Consider a couple of statements:
Gary Cohn - former chief economic advisor to President Trump and now vice chairman at IBM - warned that bringing inflation under control would likely require a meaningful increase in unemployment. "We’re going to have to face job losses if we actually want to reduce inflation", he said in an interview during the Yahoo Finance All Markets Summit. link Bank of America has pointed out that high inflation doesn’t just erode purchasing power - it also implies that Federal Reserve policy will remain hawkish. And that’s not exactly supportive for equity markets. "Historically, it takes a developed economy around 10 years on average to get back to 2% inflation after crossing the 5% threshold". link
As things stand, rates are still elevated, inflation is still an issue, and unemployment - along with layoffs justified in the name of "efficiency" (no need to cite examples - everyone’s seen the headlines) - has exceeded even fairly aggressive expectations. At this point, it looks less like a crisis and more like policy.
Which brings us back to the likely outcome: a stagflationary mix along the lines of "money printing for insiders, high rates and unemployment for everyone else". As one well-known "stakeholder" of his time put it: "For friends, everything; for others, the law".
By the way, this is a fairly typical Latin American approach to economic policy. And, most likely, it’s the one the broader Western world is drifting toward - with all the usual long-term consequences that come with it. And probably not just the West. Both Russia and China have every chance of ending up on the same path. At the very least, no one will be alone.
That’s it for today.
A reminder: a mix of fatalism, pragmatism, and a certain degree of hedonism - combined with basic decency toward those who are clearly worse off than you - is probably the most reasonable response to the current environment.

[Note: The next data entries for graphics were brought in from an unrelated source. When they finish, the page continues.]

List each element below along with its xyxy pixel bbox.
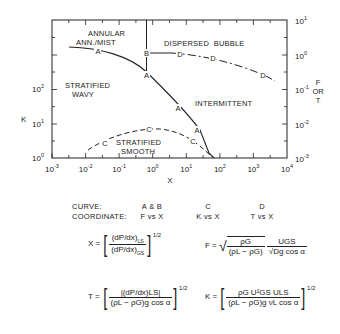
equation-k: K = [ρG U²GS ULS(ρL − ρG)g νL cos α]1/2 (205, 285, 315, 309)
svg-text:104: 104 (281, 163, 293, 174)
svg-text:K vs X: K vs X (196, 212, 219, 221)
svg-text:10-3: 10-3 (295, 153, 309, 164)
svg-text:102: 102 (32, 83, 44, 94)
svg-text:A: A (175, 104, 180, 113)
region-stratified-wavy: STRATIFIED (65, 81, 111, 90)
left-tick-labels: 102 101 100 (32, 83, 44, 163)
svg-text:10-2: 10-2 (295, 119, 309, 130)
region-stratified-smooth-2: SMOOTH (121, 147, 155, 156)
svg-text:A & B: A & B (142, 202, 162, 211)
svg-text:C: C (102, 139, 108, 148)
svg-text:D: D (177, 50, 183, 59)
svg-text:100: 100 (147, 163, 159, 174)
svg-text:100: 100 (295, 50, 307, 61)
right-axis-label: F OR T (312, 78, 324, 105)
svg-text:101: 101 (295, 15, 307, 26)
svg-text:T: T (316, 96, 321, 105)
svg-text:C: C (190, 137, 196, 146)
svg-text:A: A (194, 126, 199, 135)
x-tick-labels: 10-3 10-2 10-1 100 101 102 103 104 (45, 163, 293, 174)
svg-text:101: 101 (180, 163, 192, 174)
region-labels: ANNULAR ANN./MIST DISPERSED BUBBLE STRAT… (65, 29, 253, 156)
equation-x: X = [(dP/dx)LS(dP/dx)GS]1/2 (88, 232, 161, 256)
svg-text:C: C (146, 125, 152, 134)
svg-text:100: 100 (32, 152, 44, 163)
svg-text:F: F (316, 78, 321, 87)
svg-text:OR: OR (312, 87, 324, 96)
svg-text:B: B (144, 49, 149, 58)
svg-text:A: A (95, 47, 100, 56)
left-axis-label: K (21, 115, 27, 124)
region-stratified-smooth: STRATIFIED (116, 138, 162, 147)
svg-text:D: D (210, 54, 216, 63)
x-axis-label: X (167, 176, 173, 185)
curve-legend: CURVE: COORDINATE: A & B F vs X C K vs X… (72, 202, 273, 221)
equation-f: F = √ρG(ρL − ρG) UGS√Dg cos α (205, 236, 307, 256)
svg-text:CURVE:: CURVE: (72, 202, 102, 211)
svg-text:D: D (259, 202, 265, 211)
svg-text:10-3: 10-3 (45, 163, 59, 174)
flow-regime-chart: A B A A A D D D C C C ANNULAR ANN./MIST … (0, 0, 340, 334)
svg-text:A: A (144, 71, 149, 80)
region-annular-mist: ANN./MIST (76, 38, 116, 47)
svg-text:COORDINATE:: COORDINATE: (72, 212, 127, 221)
right-tick-labels: 101 100 10-1 10-2 10-3 (295, 15, 309, 164)
svg-text:T vs X: T vs X (251, 212, 274, 221)
region-dispersed-bubble: DISPERSED BUBBLE (164, 39, 245, 48)
svg-text:10-1: 10-1 (112, 163, 126, 174)
region-stratified-wavy-2: WAVY (72, 90, 94, 99)
svg-text:10-1: 10-1 (295, 84, 309, 95)
curve-markers: A B A A A D D D C C C (94, 47, 266, 148)
svg-text:F vs X: F vs X (140, 212, 163, 221)
region-annular: ANNULAR (88, 29, 126, 38)
svg-text:101: 101 (32, 118, 44, 129)
svg-text:C: C (205, 202, 211, 211)
equation-t: T = [|(dP/dx)LS|(ρL − ρG)g cos α]1/2 (88, 285, 187, 309)
svg-text:D: D (260, 71, 266, 80)
svg-text:103: 103 (247, 163, 259, 174)
svg-text:102: 102 (214, 163, 226, 174)
svg-text:10-2: 10-2 (79, 163, 93, 174)
region-intermittent: INTERMITTENT (195, 99, 253, 108)
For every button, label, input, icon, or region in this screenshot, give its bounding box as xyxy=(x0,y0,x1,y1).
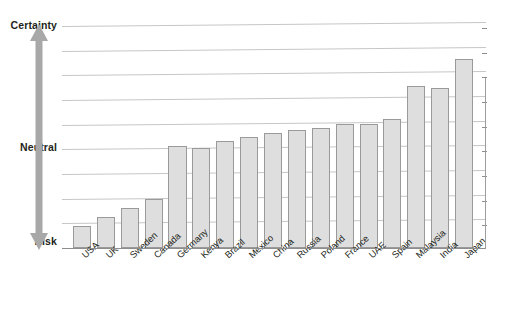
risk-certainty-arrow-icon xyxy=(28,24,50,250)
bar xyxy=(97,217,115,248)
y-axis-right-spine xyxy=(485,78,486,249)
bar xyxy=(216,141,234,248)
x-axis-baseline xyxy=(62,248,486,249)
chart-canvas: Certainty Neutral Risk USAUKSwedenCanada… xyxy=(0,0,506,319)
y-axis-tick xyxy=(482,28,487,29)
gridline xyxy=(62,71,486,76)
bar xyxy=(264,133,282,248)
bar xyxy=(431,88,449,248)
bar xyxy=(121,208,139,248)
bar xyxy=(360,124,378,248)
bar xyxy=(240,137,258,248)
gridline xyxy=(62,47,486,52)
bar xyxy=(383,119,401,248)
bar xyxy=(407,86,425,248)
bar xyxy=(455,59,473,248)
bar xyxy=(312,128,330,248)
bar xyxy=(336,124,354,248)
gridline xyxy=(62,22,486,27)
y-axis-tick xyxy=(482,53,487,54)
bar xyxy=(288,130,306,248)
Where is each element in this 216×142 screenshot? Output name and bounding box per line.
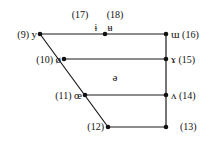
vowel-chart: (17) (18) ɨ ʉ (9) y (10) ø (11) œ (12) ɯ… bbox=[0, 0, 216, 142]
vowel-symbol-9: y bbox=[32, 28, 38, 40]
vowel-dots bbox=[38, 32, 169, 130]
dot-13 bbox=[164, 125, 169, 130]
dot-15 bbox=[164, 57, 169, 62]
vowel-number-14: (14) bbox=[179, 90, 196, 101]
vowel-symbol-15: ɤ bbox=[171, 53, 176, 65]
vowel-label-9: (9) y bbox=[17, 29, 37, 40]
vowel-number-9: (9) bbox=[17, 29, 29, 40]
quadrilateral-edges bbox=[40, 34, 166, 127]
dot-10 bbox=[62, 57, 67, 62]
dot-9 bbox=[38, 32, 43, 37]
vowel-symbol-schwa: ə bbox=[113, 72, 118, 83]
vowel-number-17: (17) bbox=[72, 10, 89, 20]
vowel-number-16: (16) bbox=[182, 29, 199, 40]
dot-11 bbox=[83, 93, 88, 98]
vowel-number-10: (10) bbox=[36, 54, 53, 65]
vowel-number-15: (15) bbox=[178, 54, 195, 65]
dot-12 bbox=[106, 125, 111, 130]
vowel-symbol-14: ʌ bbox=[171, 89, 177, 101]
vowel-symbol-11: œ bbox=[74, 89, 82, 101]
vowel-symbol-17: ɨ bbox=[95, 23, 98, 33]
dot-14 bbox=[164, 93, 169, 98]
vowel-label-10: (10) ø bbox=[36, 54, 61, 65]
vowel-symbol-16: ɯ bbox=[171, 28, 180, 40]
vowel-number-18: (18) bbox=[107, 10, 124, 20]
vowel-label-11: (11) œ bbox=[55, 90, 82, 101]
vowel-symbol-18: ʉ bbox=[108, 23, 113, 33]
vowel-label-15: ɤ (15) bbox=[171, 54, 195, 65]
vowel-number-11: (11) bbox=[55, 90, 71, 101]
vowel-label-14: ʌ (14) bbox=[171, 90, 196, 101]
vowel-symbol-10: ø bbox=[56, 53, 62, 65]
edge-front-line bbox=[40, 34, 108, 127]
vowel-number-13: (13) bbox=[180, 122, 197, 132]
vowel-number-12: (12) bbox=[87, 122, 104, 132]
dot-16 bbox=[164, 32, 169, 37]
vowel-label-16: ɯ (16) bbox=[171, 29, 199, 40]
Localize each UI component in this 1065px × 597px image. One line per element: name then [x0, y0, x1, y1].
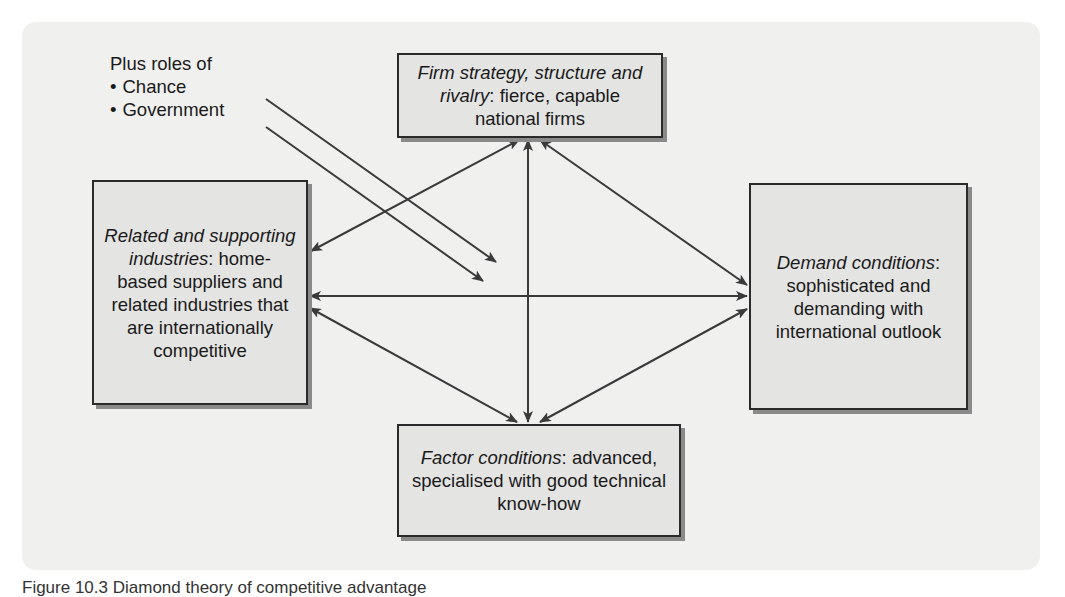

One more thing worth stressing - take care of yourself, in the most literal, physical sense. You need sleep. This isn’t optional. It’s not a luxury, not a reward for good behavior, not something you earn, and definitely not something to postpone until the day when the news cycle finally calms down. Take care of yourself. No one else is going to do it for you. Support your body, and it will support you.
And try to keep some perspective. We’re in the middle of a major reshaping of global power structures - and yet we still have electricity, running water, and the ability to earn a living without doing it by candlelight. That’s already more than enough to work with. It’ll be fine.